(urth) Like a good Neighbor

Gerry Quinn gerry at bindweed.com
Wed Nov 23 07:30:07 PST 2011



From: David Stockhoff 
> On 11/22/2011 8:29 AM, Gerry Quinn wrote:
> > *From:* David Stockhoff <mailto:dstockhoff at verizon.net>
> > *> Gerry Quinn*
> > *>>David Stockhoff*
> > > > >We apparently disagree, but Seawrack clearly knows corpses when 
> > she sees
> > > > >them.
> > > >She knows they don’t move if you stick a fork in them. I don’t know
> > > >how you deduce she knows much more than that. She didn’t get close
> > > >enough to Horn to try him out.
> > > >There’s no evidence that she has some special corpse-identification
> > > >ability.
> >> What, because it's not listed next to her name in the character list?
> > Remember what I said about silly sarcasm? That’s an example. Tell me 
> > how you know she has that ability.

> Gerry, no sarcasm is silly if it gets an extremely stubborn person to 
> pay a tiny bit of attention. Seawrack tells us. Read the text you adore 
> so much. And by the way, YOU invented "special corpse-identification 
> ability" just to be a sarcastic prick. I make no argument for its 
> specialness---the bar is much lower than you pretend.
She tells us she has that ability?  I remember her telling us that Horn was dead, and apparently being wrong.  I don’t remember her saying she has the ability to unerringly tell when somebody is dead, from twenty feet.  
I wasn’t being sarcastic when I referred to a ‘special corpse-identification ability’.  I was paraphrasing your assertion that  she “clearly knows corpses when she sees them” in the context of the situation in which she supposedly knew (and was, at least ostensibly, proved completely wrong).

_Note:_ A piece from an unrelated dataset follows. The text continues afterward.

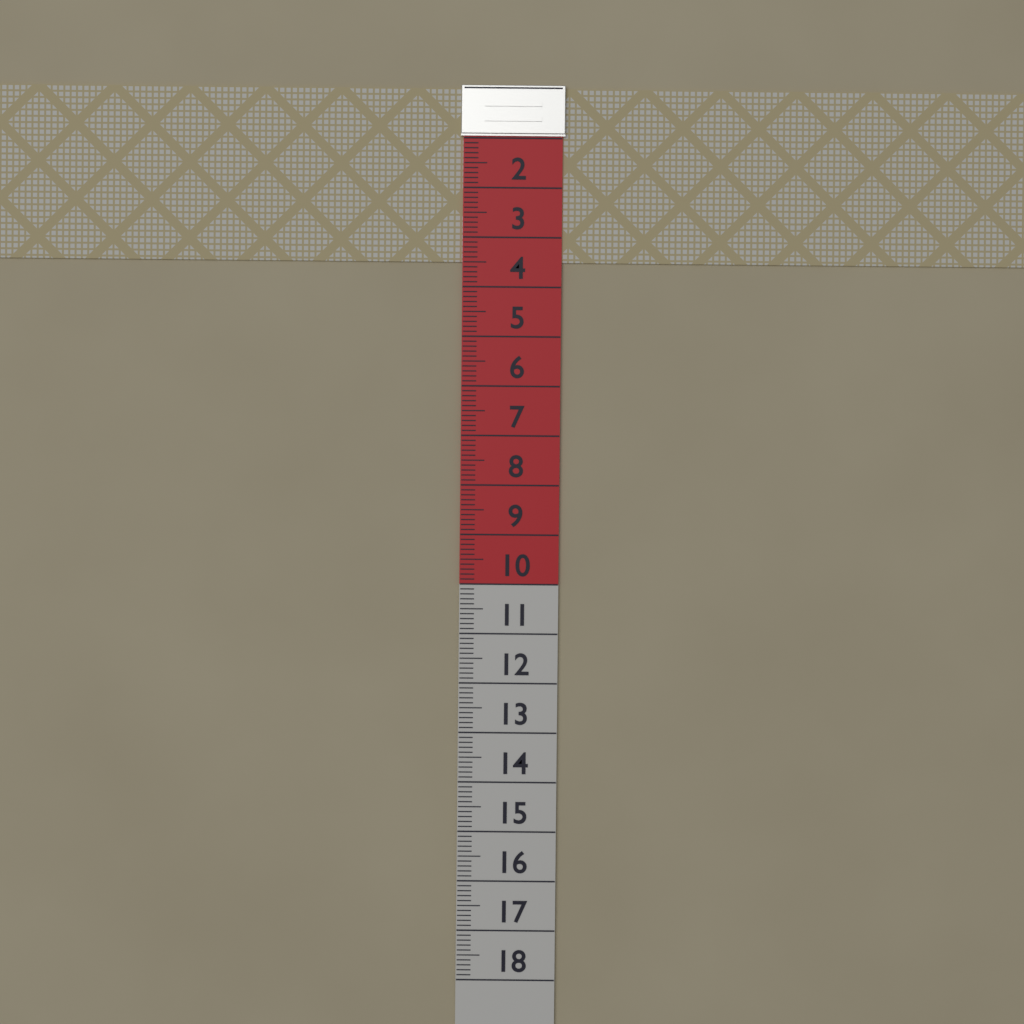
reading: 3.5 (no unit)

> > > >> > You've been going on about Faerie. Everyone agrees they like trees
> > > >> > (Mark thinks they ARE trees). The Neighbours seem to live in an
> > > >> > adjacent dimension. They have eight limbs. Is your question 
> > serious?
> > >
> > >> > Where is the evidence that people who hang with fairies like 
> > trees, see
> > >> > other dimensions, and feel like limbs are missing? The page numbers
> > >> > don't need to be in BSS. I have read about Faerie from age 7 through
> > >> > graduate school and these are not familiar to me. Show me.
>
> > >> Who cares about fairies? We’re talking about Neighbours, not fairies.
> > >> Maybe they have some things in common, but we only know those from our
> > >> knowledge of the Neighbours anyway. The trees, the other dimensions,
> > >> the extra limbs – these are Neighbour associations. You think Horn has
> > >> acquired a Neighbour soul – you’d expect any changes in his psyche to
> > >> fit with what we know of Neighbours.
> > >> And the changes don’t seem to fit fairies much anyway, if it matters.
>
> > >You've completely backed away abandoned any pretense of discussion on
> > >that point. You've left all questions unanswered and just repeat
> > >yourself. You know nothing of the Neighbors.

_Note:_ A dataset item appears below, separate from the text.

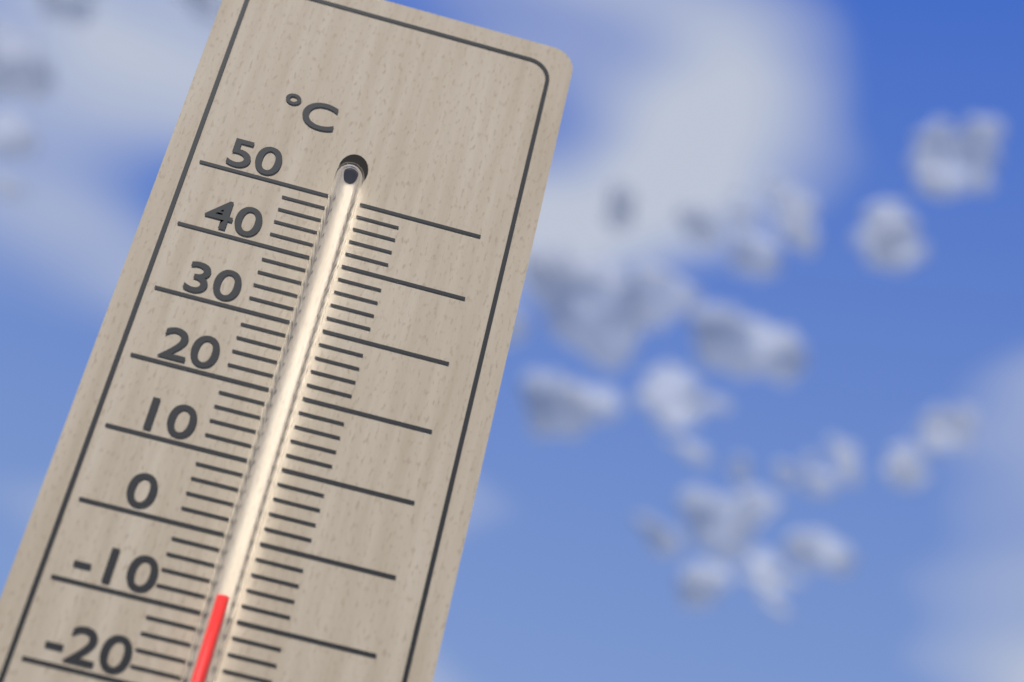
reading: -8 °C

> > You’re making yourself look silly now. It’s one thing to say the 
> > Neighbours have some Faerie-like aspects. It’s another to refuse to 
> > discuss them unless I pretend they are not Neighbours but fairies.

> YOU are refusing to discuss the text. As usual. Because you have no idea 
> how X can "be" Y and yet not "be" Y in a work of fiction. I can't help 
> you there.

You are really getting off on Lee’s latest mantra about how two plus two can really be five.  There are Neighbours in the books, not fairies.  If they share certain characteristics with fairies like interdimensionality and an affinity for trees, well and good.  I’ll discuss those characteristics in context.  I will also mention characteristics they don’t share with most fairies, like having eight limbs (yes, there are probably some eight-legged goblins in legend somewhere, but does that get us anywhere?:).

Very well then.  Fairies have wings.  Horn doesn’t feel he is missing his wings either.


>> > > Wasn’t that much later, after further encounters with the Neighbours?
> > >> [And he was trailblazing through Blue, not Faerie. There are no
>> >> indications he ever went to Faerie. That applies to the Neighbours’
> > > > dimension too, which may be analogous in some ways to Faerie but does
> > > > not appear identical.]
>
> > > We've already learned you know nothing of Faerie.
> > Where did we learn that? And if it were true, why would it matter?

> Books, books, books, my friend. Read them and come back to the 
> discussion you have fled because the big kids are using concepts you 
> don't understand.

The only word that has any application there is “kids”.